Glasses lead to school improvement for short-sighted kids
A U.S. study has found that giving glasses to children who need them can result in "half a school year's worth of improvement". Lead author of the three-year Johns Hopkins University study, Dr Amanda Neitzel, said: "For students in the lowest quartile and students participating in special education, wearing glasses equated to four to six months of additional learning". Dr Megan Collins added: "The glasses offered the biggest benefit to the very kids who needed it most." However, academic improvements seen after one year were not sustained over two years, with researchers suggesting this could be due to children wearing their glasses less, or having broken or lost them. 
LEGAL
Justice Kagan sides with California district on right to remove student
U.S. Supreme Court Justice Elena Kagan denied a California high school student's petition to return to his school in San Ramon Valley USD after the school's principal, also the Title IX coordinator, authorized the student's emergency removal. The representative of John Doe, the 15-year-old accused of multiple sexual assaults, argues the defendant was receiving "no instruction – either live or remote” and is being "deprived of his educational opportunities." Doe denied his ex-girlfriend's allegations of sexual assault, saying they ended their relationship after approximately one month of dating. In April, the district notified Doe it "has undertaken an individualized safety and risk analysis and has determined that you pose an immediate threat to the physical health or safety of a student or other individual arising from the allegations of Title IX Sexual Harassment." David Bloomfield, a professor of educational leadership, law and policy at Brooklyn College​ in New York, described the case as "a relatively routine matter," with Kagan showing "appropriate deference to the district's factual determination." Mr. Bloomfield added while it's unlikely the case will make its way to the Supreme Court docket, "anything can happen."
TRANSPORTATION
National Guard to tackle Massachusetts' school bus driver shortage
Massachusetts Gov.
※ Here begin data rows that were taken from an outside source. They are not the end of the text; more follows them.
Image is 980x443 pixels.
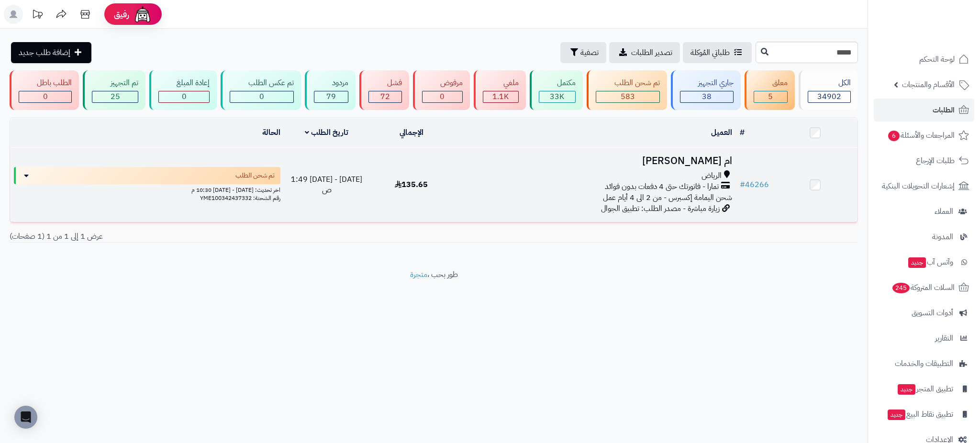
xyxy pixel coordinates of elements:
[702,91,711,102] span: 38
[892,283,910,293] span: 245
[410,269,427,280] a: متجرة
[219,70,302,110] a: تم عكس الطلب 0
[19,77,72,89] div: الطلب باطل
[357,70,410,110] a: فشل 72
[92,77,138,89] div: تم التجهيز
[683,42,751,63] a: طلباتي المُوكلة
[887,129,954,142] span: المراجعات والأسئلة
[259,91,264,102] span: 0
[159,91,209,102] div: 0
[874,352,974,375] a: التطبيقات والخدمات
[874,99,974,121] a: الطلبات
[874,276,974,299] a: السلات المتروكة245
[916,154,954,168] span: طلبات الإرجاع
[305,127,348,138] a: تاريخ الطلب
[539,91,575,102] div: 32965
[621,91,635,102] span: 583
[483,91,518,102] div: 1135
[901,78,954,91] span: الأقسام والمنتجات
[472,70,527,110] a: ملغي 1.1K
[148,70,219,110] a: إعادة المبلغ 0
[585,70,668,110] a: تم شحن الطلب 583
[14,184,280,194] div: اخر تحديث: [DATE] - [DATE] 10:30 م
[43,91,48,102] span: 0
[230,91,293,102] div: 0
[907,256,953,269] span: وآتس آب
[690,47,729,58] span: طلباتي المُوكلة
[739,127,744,138] a: #
[609,42,680,63] a: تصدير الطلبات
[886,408,953,421] span: تطبيق نقاط البيع
[898,385,915,395] span: جديد
[932,230,953,244] span: المدونة
[711,127,732,138] a: العميل
[326,91,336,102] span: 79
[440,91,444,102] span: 0
[874,48,974,71] a: لوحة التحكم
[11,42,91,63] a: إضافة طلب جديد
[701,170,721,182] span: الرياض
[605,182,719,192] span: تمارا - فاتورتك حتى 4 دفعات بدون فوائد
[114,9,129,20] span: رفيق
[754,91,787,102] div: 5
[753,77,787,89] div: معلق
[888,131,900,141] span: 6
[560,42,606,63] button: تصفية
[400,127,423,138] a: الإجمالي
[874,226,974,248] a: المدونة
[314,77,348,89] div: مردود
[8,70,81,110] a: الطلب باطل 0
[919,53,954,66] span: لوحة التحكم
[603,192,732,204] span: شحن اليمامة إكسبرس - من 2 الى 4 أيام عمل
[596,77,659,89] div: تم شحن الطلب
[743,70,796,110] a: معلق 5
[807,77,851,89] div: الكل
[528,70,585,110] a: مكتمل 33K
[158,77,210,89] div: إعادة المبلغ
[874,251,974,274] a: وآتس آبجديد
[538,77,575,89] div: مكتمل
[874,175,974,198] a: إشعارات التحويلات البنكية
[182,91,187,102] span: 0
[596,91,659,102] div: 583
[368,77,401,89] div: فشل
[908,258,926,268] span: جديد
[874,302,974,324] a: أدوات التسويق
[669,70,743,110] a: جاري التجهيز 38
[457,155,732,167] h3: ام [PERSON_NAME]
[81,70,147,110] a: تم التجهيز 25
[19,91,71,102] div: 0
[896,382,953,396] span: تطبيق المتجر
[874,200,974,223] a: العملاء
[133,5,152,24] img: ai-face.png
[797,70,859,110] a: الكل34902
[303,70,357,110] a: مردود 79
[874,327,974,350] a: التقارير
[601,203,719,214] span: زيارة مباشرة - مصدر الطلب: تطبيق الجوال
[482,77,518,89] div: ملغي
[874,403,974,426] a: تطبيق نقاط البيعجديد
[230,77,293,89] div: تم عكس الطلب
[14,406,37,429] div: Open Intercom Messenger
[882,180,954,193] span: إشعارات التحويلات البنكية
[580,47,599,58] span: تصفية
[739,179,745,190] span: #
[422,91,462,102] div: 0
[550,91,564,102] span: 33K
[739,179,769,190] a: #46266
[291,173,362,196] span: [DATE] - [DATE] 1:49 ص
[422,77,462,89] div: مرفوض
[874,124,974,147] a: المراجعات والأسئلة6
[92,91,138,102] div: 25
[932,103,954,117] span: الطلبات
[19,47,70,58] span: إضافة طلب جديد
[874,378,974,400] a: تطبيق المتجرجديد
[314,91,348,102] div: 79
[369,91,401,102] div: 72
[768,91,773,102] span: 5
[395,179,428,190] span: 135.65
[3,231,434,242] div: عرض 1 إلى 1 من 1 (1 صفحات)
[915,25,971,45] img: logo-2.png
[912,306,953,320] span: أدوات التسويق
[262,127,280,138] a: الحالة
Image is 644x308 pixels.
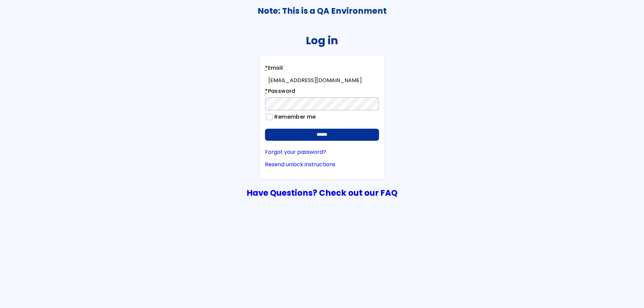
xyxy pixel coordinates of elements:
label: Email [265,64,283,74]
a: Have Questions? Check out our FAQ [246,187,398,199]
label: Password [265,87,295,97]
h3: Note: This is a QA Environment [1,6,643,16]
a: Resend unlock instructions [265,161,379,168]
label: Remember me [271,114,316,120]
div: [EMAIL_ADDRESS][DOMAIN_NAME] [268,78,379,83]
abbr: required [265,87,268,95]
h2: Log in [306,34,338,47]
a: Forgot your password? [265,149,379,155]
abbr: required [265,64,268,72]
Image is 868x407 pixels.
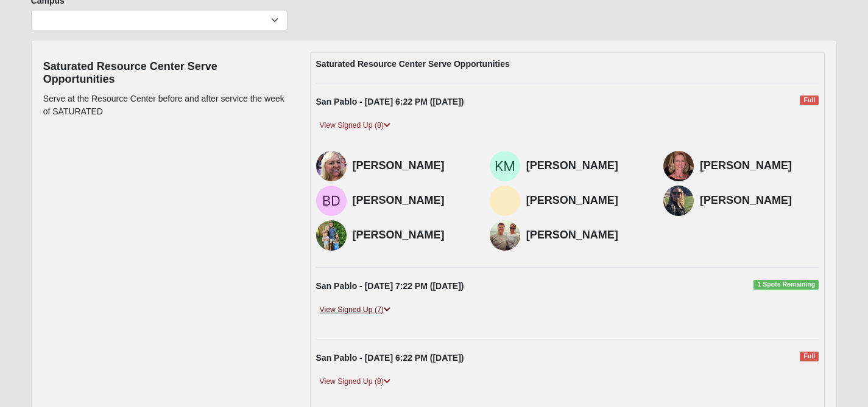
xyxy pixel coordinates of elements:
a: View Signed Up (8) [316,119,394,132]
h4: [PERSON_NAME] [526,159,645,172]
img: Abby Elder [663,186,694,216]
h4: [PERSON_NAME] [700,159,819,172]
strong: San Pablo - [DATE] 7:22 PM ([DATE]) [316,281,464,291]
p: Serve at the Resource Center before and after service the week of SATURATED [43,92,292,118]
img: Nikki Wise [490,186,520,216]
img: Kristen Marello [490,151,520,181]
img: Katie Wilson [490,221,520,251]
strong: San Pablo - [DATE] 6:22 PM ([DATE]) [316,353,464,363]
h4: [PERSON_NAME] [700,195,819,208]
h4: Saturated Resource Center Serve Opportunities [43,60,292,87]
span: 1 Spots Remaining [753,280,819,289]
a: View Signed Up (7) [316,304,394,316]
h4: [PERSON_NAME] [353,229,471,242]
h4: [PERSON_NAME] [353,159,471,172]
img: Dianne Diffenderfer [663,151,694,181]
span: Full [800,96,819,105]
h4: [PERSON_NAME] [526,229,645,242]
img: Bill Diffenderfer [316,186,347,216]
img: Emily Meza [316,151,347,181]
a: View Signed Up (8) [316,375,394,388]
h4: [PERSON_NAME] [353,195,471,208]
h4: [PERSON_NAME] [526,195,645,208]
img: Amanda Cooperman [316,221,347,251]
strong: San Pablo - [DATE] 6:22 PM ([DATE]) [316,96,464,106]
span: Full [800,351,819,361]
strong: Saturated Resource Center Serve Opportunities [316,59,510,69]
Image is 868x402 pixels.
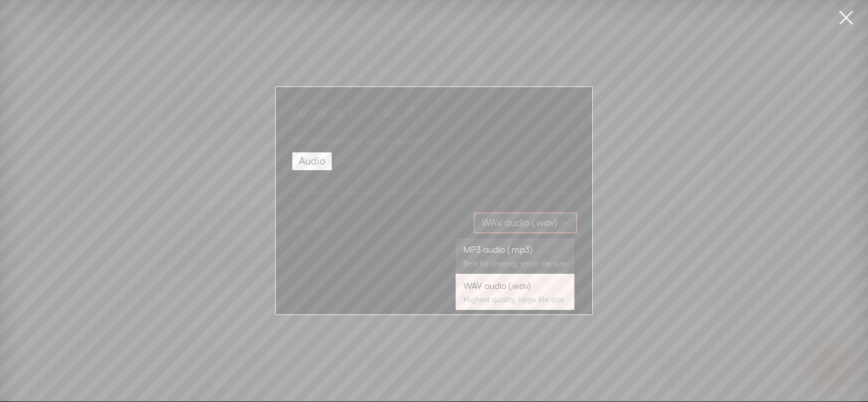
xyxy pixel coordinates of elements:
div: Timeline [451,153,492,170]
div: segmented control [291,152,499,172]
div: Audio [299,153,326,170]
h4: Download [291,103,577,121]
div: Highest quality, large file size [463,295,567,305]
div: Transcript [338,153,385,170]
div: Subtitles [398,153,439,170]
span: WAV audio (.wav) [482,213,569,232]
div: Format: [291,215,326,230]
div: MP3 audio (.mp3) [463,243,567,256]
div: Best for sharing, small file size [463,258,567,269]
div: WAV audio (.wav) [463,279,567,292]
div: What would you like to export? [291,133,577,149]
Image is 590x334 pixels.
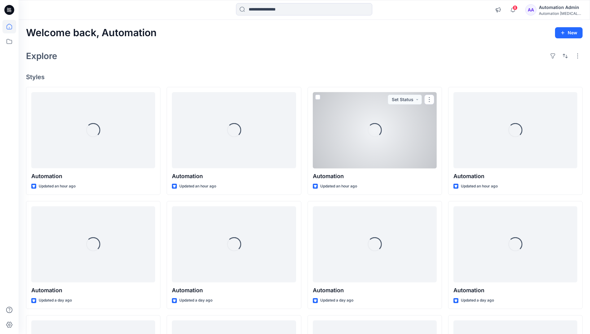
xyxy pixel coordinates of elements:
h2: Welcome back, Automation [26,27,157,39]
p: Automation [453,172,577,181]
p: Updated a day ago [461,297,494,304]
p: Automation [172,172,296,181]
p: Updated a day ago [39,297,72,304]
p: Automation [453,286,577,295]
p: Automation [31,172,155,181]
p: Updated a day ago [179,297,212,304]
h2: Explore [26,51,57,61]
p: Automation [313,286,436,295]
div: Automation Admin [539,4,582,11]
p: Automation [313,172,436,181]
div: AA [525,4,536,15]
p: Updated an hour ago [179,183,216,190]
p: Updated an hour ago [320,183,357,190]
p: Updated an hour ago [461,183,497,190]
p: Updated a day ago [320,297,353,304]
div: Automation [MEDICAL_DATA]... [539,11,582,16]
h4: Styles [26,73,582,81]
p: Automation [172,286,296,295]
button: New [555,27,582,38]
p: Updated an hour ago [39,183,76,190]
p: Automation [31,286,155,295]
span: 8 [512,5,517,10]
Charlie Baker has announced that 90 members will begin training today to assist four communities help offset the impacts of the now nationwide school bus driver shortage. Gov. Baker is activating up to 250 National Guard members to help bring students to and from school in Chelsea, Lawrence, Lowell and Lynn. “These Guard personnel will be available to serve as drivers of school transport vans known as 7D vehicles to address staffing shortages in certain districts,” the Baker administration said in a statement.